A Cheap, Non-Invasive Way to Detect Thyroid Cancer
The latest study involves a German shepherd mix named Frankie, who detected thyroid cancer with 90% accuracy. Researchers from University of Arkansas Medical Sciences trained Frankie to lie down when he sniffed evidence of thyroid cancer in urine samples and to turn away when he did not. They then collected urine samples from 34 patients, and screened them with biopsies and diagnostic surgeries to determine that 15 had thyroid cancer and 19 had benign thyroid disease. The results were hidden from researchers and the dog handler. Frankie correctly diagnosed 30 out of the 34 patients simply by sniffing their urine samples, and had only 2 false negatives and 2 false positives, an accuracy comparable to that of current thyroid cancer screenings.

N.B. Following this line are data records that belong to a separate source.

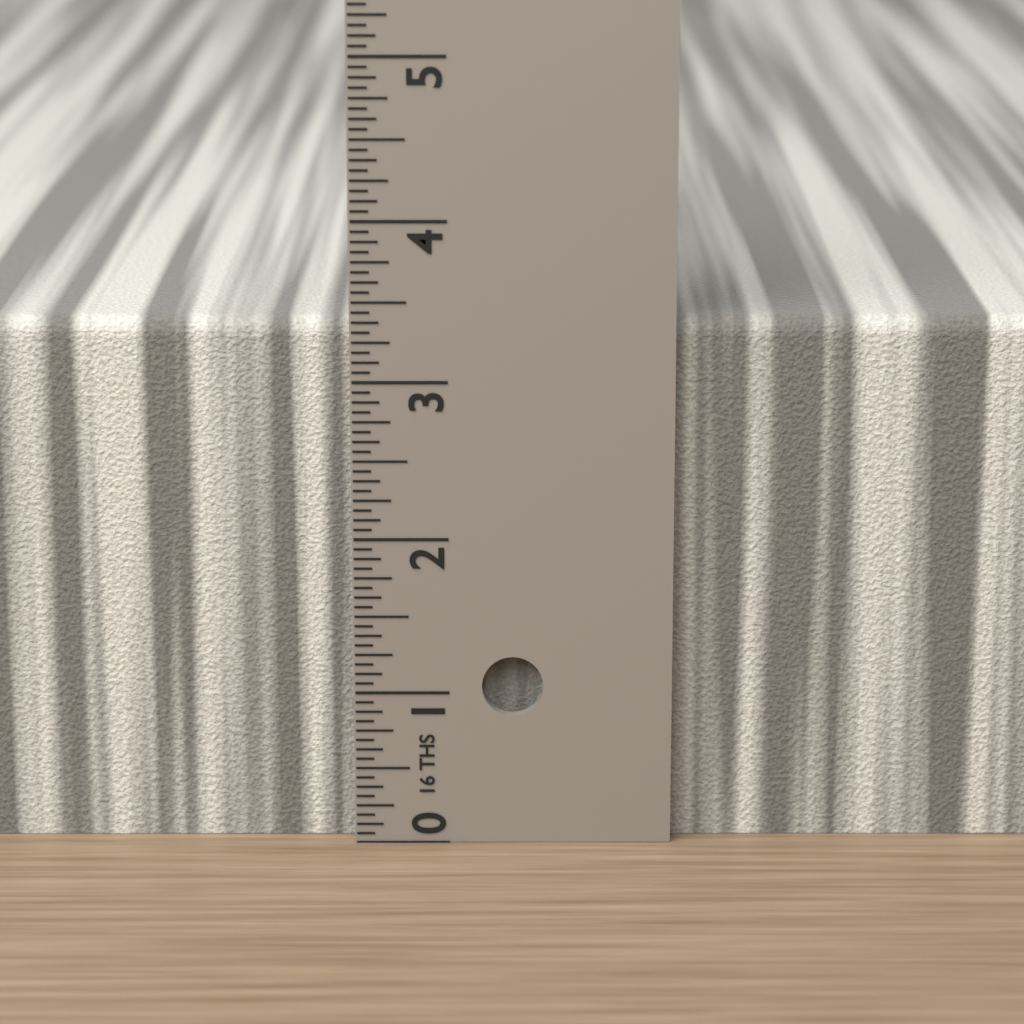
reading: 3.3750 in
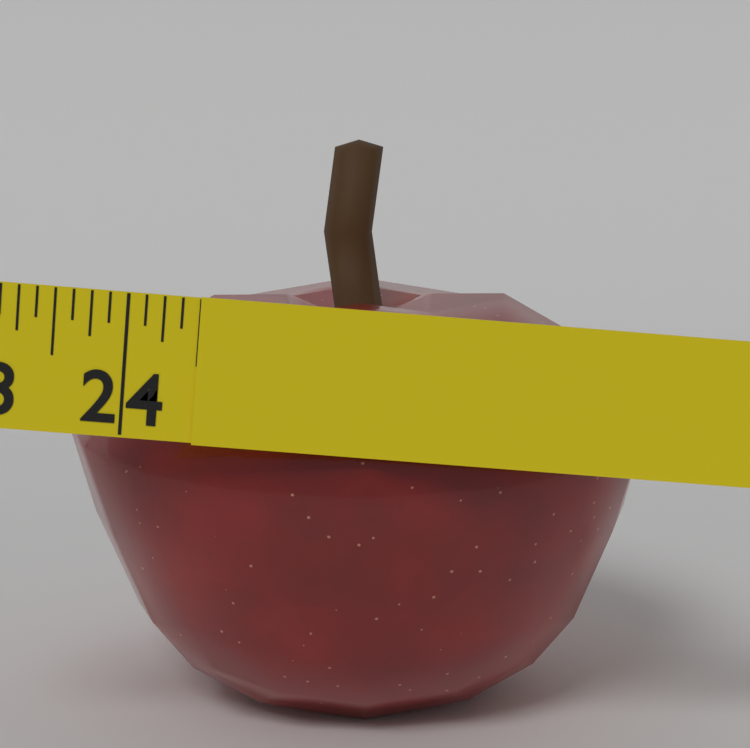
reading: 24.500 in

Doctors use fine-needle aspiration biopsy to diagnose thyroid cancer. It involves inserting a needle through the neck and into the thyroid gland to remove thyroid tissue for screening. It’s invasive and costly, which makes these latest findings even more exciting.
Is Frankie an Anomaly?
Frankie is definitely impressive, but he’s certainly not the only cancer-detecting pooch out there. A 2011 study published in the European Respiratory Journal demonstrated that trained dogs could successfully sniff out lung cancer just by sniffing patients’ breath! Dogs could even detect cancer in smokers or patients afflicted with chronic obstructive pulmonary disease…not even current cancer screening tests can do that! The dogs (two German Shepherds and a lab) correctly identified lung cancer in 71 out of 100 patients and correctly identified 372 out of 400 cancer-free patients—that’s an extremely low 7% of false positives.

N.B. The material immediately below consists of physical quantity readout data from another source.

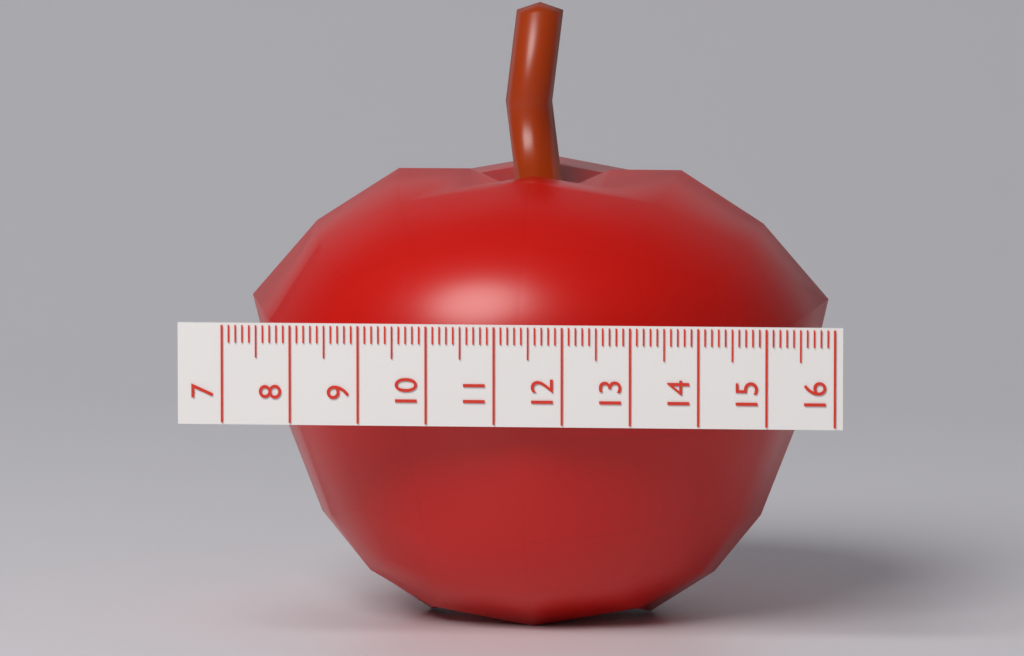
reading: 15.7 (no unit)
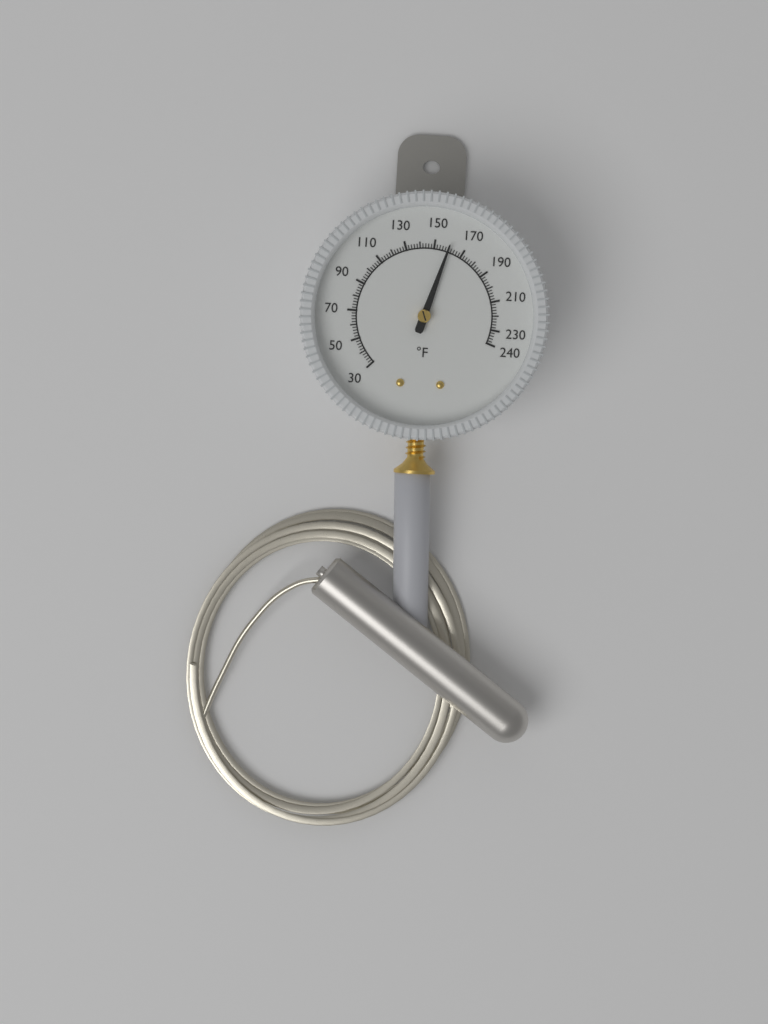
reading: 160 °F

Japanese researchers found that dogs could detect colon cancer in human breath and stool samples with nearly 90% accuracy, a slightly lower success rate than colonoscopies.
Sniffing Out Cancer
A dog has more than 500 million scent receptors on its nose (a human has around 5 million). Researchers theorize that dogs are able to sniff out subtle changes in volatile organic compounds (VOCs). For perspective, 4000 VOCs have been identified in human breath. Essentially, dogs can smell trouble, and disease, a mile away.
What’s the next step? Researchers hope to determine the exact way dogs sniff out cancer in order to build non-invasive and cost-effective technology that mimics the process. In the meantime, pay attention to the signs your dog gives you. These canines are more perceptive than humans think!